Addressing the inaugural session of the plenum seven days ago, Maoist Chairman Pushpa Kamal Dahal had said that India and mainstream parties were conspiring against peace and constitution and there was no option but to wage a revolt to defeat these forces. His political paper presented at the plenum was as forceful: "Compradors, foreign stooges, domestic feudalism [which, according to the Maoists, are represented by parliamentary parties] and Indian expansionism have become our principal enemy today. We should be ready for a people´s revolt... to fight against possible foreign intervention."
However, addressing the press conference at Paluntgar Saturday, Dahal said the party would now hold serious talks with other major parties in parliament to conclude the peace process and to write a new constitution.
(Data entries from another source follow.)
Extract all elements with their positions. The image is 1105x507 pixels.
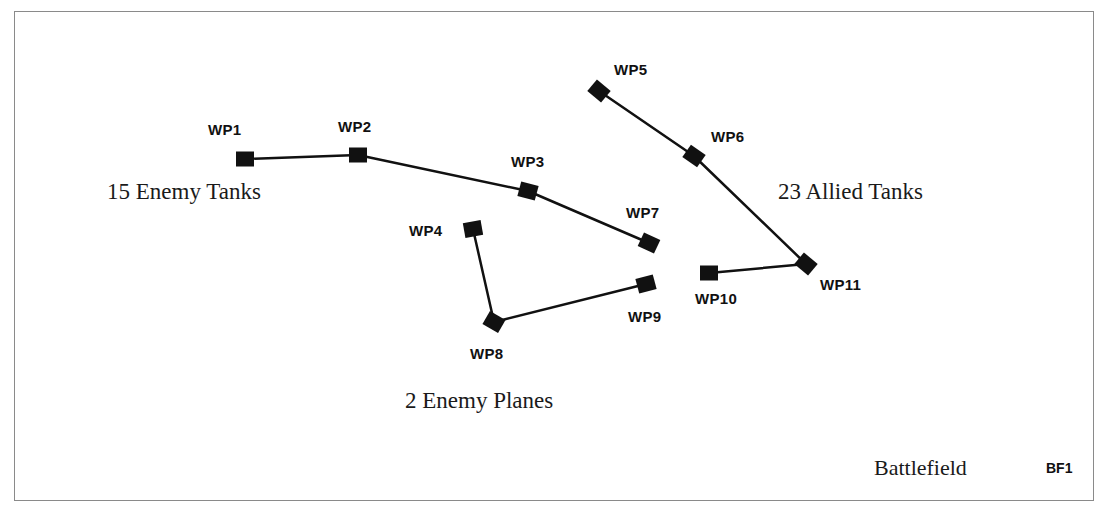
waypoint-label-wp4: WP4 (409, 223, 442, 238)
waypoint-marker-wp1[interactable] (236, 152, 254, 167)
waypoint-label-wp8: WP8 (470, 346, 503, 361)
waypoint-label-wp7: WP7 (626, 205, 659, 220)
waypoint-label-wp10: WP10 (695, 291, 737, 306)
routes-layer (245, 91, 806, 322)
waypoint-marker-wp4[interactable] (463, 220, 483, 238)
group-label-enemy-tanks: 15 Enemy Tanks (107, 180, 261, 203)
waypoint-marker-wp8[interactable] (482, 311, 505, 333)
waypoint-marker-wp9[interactable] (635, 274, 656, 293)
group-label-enemy-planes: 2 Enemy Planes (405, 389, 553, 412)
waypoint-label-wp5: WP5 (614, 62, 647, 77)
enemy-planes-route (473, 229, 646, 322)
enemy-tanks-route (245, 155, 649, 243)
battlefield-map (0, 0, 1105, 507)
group-label-allied-tanks: 23 Allied Tanks (778, 180, 923, 203)
waypoint-marker-wp10[interactable] (700, 266, 718, 281)
waypoint-marker-wp2[interactable] (349, 148, 367, 163)
waypoint-label-wp6: WP6 (711, 129, 744, 144)
waypoint-label-wp2: WP2 (338, 119, 371, 134)
waypoint-marker-wp5[interactable] (587, 79, 610, 102)
waypoint-marker-wp7[interactable] (638, 232, 661, 253)
waypoint-label-wp11: WP11 (820, 277, 861, 292)
waypoint-label-wp9: WP9 (628, 309, 661, 324)
waypoint-label-wp3: WP3 (511, 154, 544, 169)
waypoint-marker-wp3[interactable] (517, 181, 538, 200)
battlefield-title: Battlefield (874, 456, 967, 479)
waypoint-label-wp1: WP1 (208, 122, 241, 137)
battlefield-id: BF1 (1046, 461, 1072, 475)
allied-tanks-route (599, 91, 806, 273)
He defended this contradiction arguing that his party would opt for a revolt if constitution- writing and peace process were obstructed. But none of the slogans sanctioned by the party high command and chanted at the conclusion of the plenum talked about peace and constitution. Instead, one of the slogans called for a steady preparation of a revolt.
The internal rifts in the Maoist party have reached a point from where it´s virtually impossible to address these contradictions. The faction led by Vice-chairman Mohan Baidya which has a strong grip in the party organization, doesn´t believe in the peace process at all and wants to abandon it altogether to push for an immediate revolt. Dahal is much closer with another Vice- chairman Dr Babauram Bhattarai´s political line that peace and constitution should be party´s immediate political goal, but has a major personality clash with him as he sees Bhattarai as a major threat to his leadership in the long run. Dahal and Bhattarai also have serious differences on how they view India.
Dahal´s political line to simultaneously push for peace, constitution and revolt is a result of an unnatural fusion between Bhattarai and Baidya´s political lines. This fusion, as contradictory it is, is unlikely to take the party anywhere. The Maoist party must decide once and for all whether it wants to be a part of a plural polity and accept competitive politics. If it does, there is no room for a revolt or even blackmail as all the differences are either settled through dialogues or through ballots, as per the wish of the people. And the Maoists will do well to realize that they joined the peace process after war terribly failed them.